Etheridge first revealed the sexual abuse in her 2001 memoir The Truth Is…My Life in Love and Music. In her 2023 memoir Talking to My Angels, she expanded upon her allegations, writing that her sister began abusing her when she was 6 or 7 years old. Jennifer has not publicly commented on the allegations.

The “Come to My Window” singer wrote that when they were alone, her sister would “touch me sexually and demand that I touch her… As with many victims of abuse, I felt somehow responsible and shamed by it.”

Related: Melissa Etheridge Shares the Secret to Her Marriage Success, Jokes Having the Same Birthday as Her Wife 'Helps' (Exclusive)

<p>Erika Goldring/Getty Images</p> Melissa Etheridge performing in May 2023.

Erika Goldring/Getty Images

Melissa Etheridge performing in May 2023.

Etheridge tells PEOPLE that now, her sister “is not even on my mind — ever.”

“Last year she finally came to a show of mine. I hadn’t seen her in 17 years, and I was like, ‘Well, hello. Look at you,’” she recalls. “It doesn’t matter. If I held on to that [resentment], that’s just making me sick.”

Etheridge has moved on from her past, and is now a proud wife to TV producer Linda Wallem and a proud mom of daughter Bailey, 27, with former partner Julie Cypher, and twins Johnnie and Miller, 17, with ex-wife Tammy Lynn Michaels. (Her beloved son Beckett died of an opioid overdose in 2020 at age 21).

Related: Melissa Etheridge’s Daughter Bailey Is Engaged: 'The Luckiest Girl in the World'

The star is also helping others come to terms with their own pasts in the new two-part docuseries called Melissa Etheridge: I’m Not Broken (out July 9 on Paramount+), in which she puts on a rock show for women at the Topeka Correctional Facility, a prison near her hometown of Leavenworth, Kansas.
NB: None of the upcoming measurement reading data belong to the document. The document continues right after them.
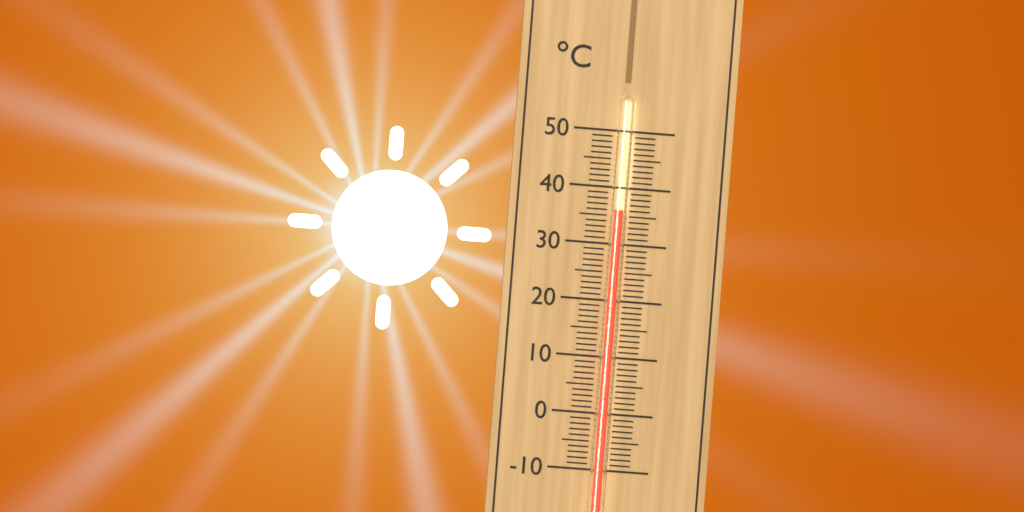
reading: 36 °C
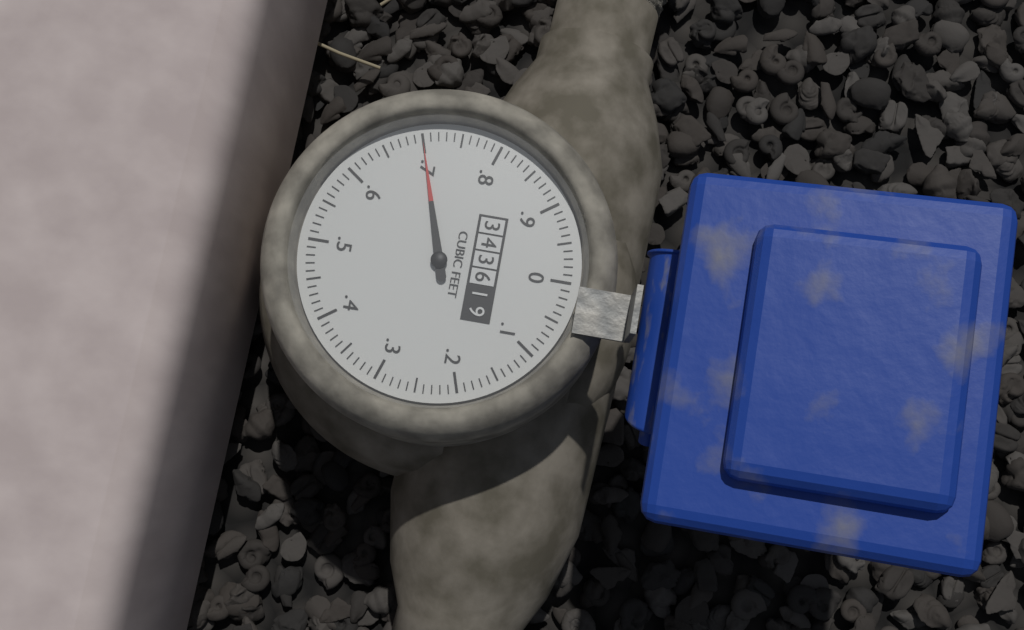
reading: 0.70 cubic feet
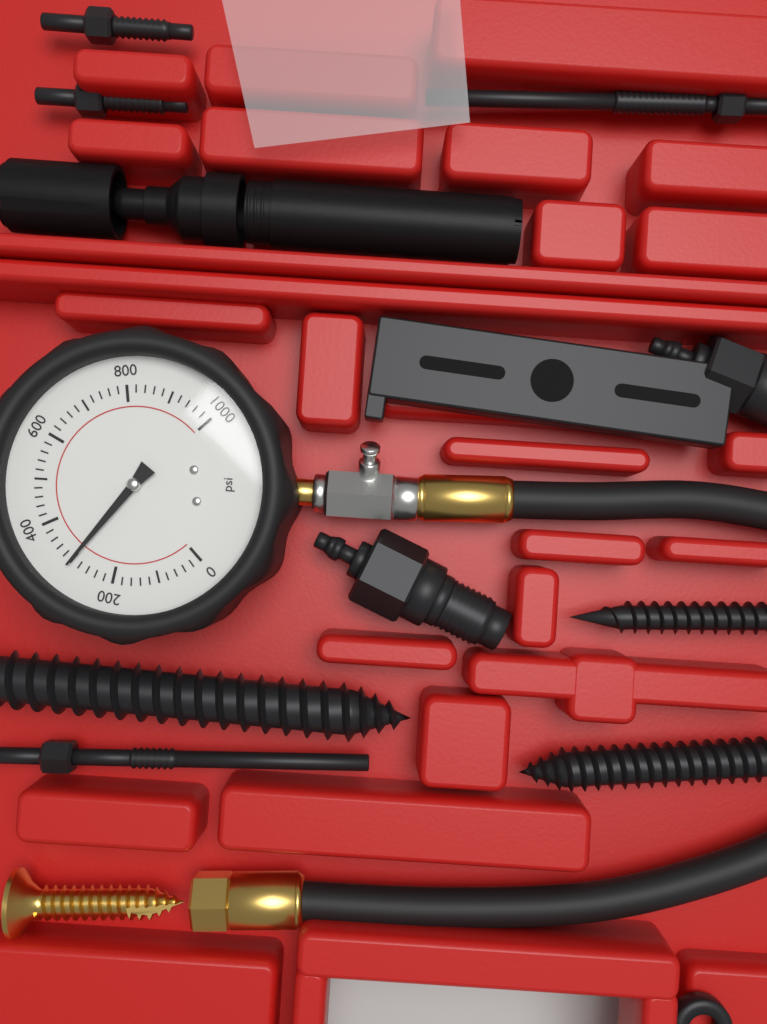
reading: 300 psi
“It was such a great experience, and I learned so much,” she says of filming the docuseries. “I can’t wait for the world to see it”

For more on Melissa Etheridge, pick up the latest issue of PEOPLE, on newsstands everywhere Friday.

If you or someone you know has been a victim of sexual abuse, text "STRENGTH" to the Crisis Text Line at 741-741 to be connected to a certified crisis counselor.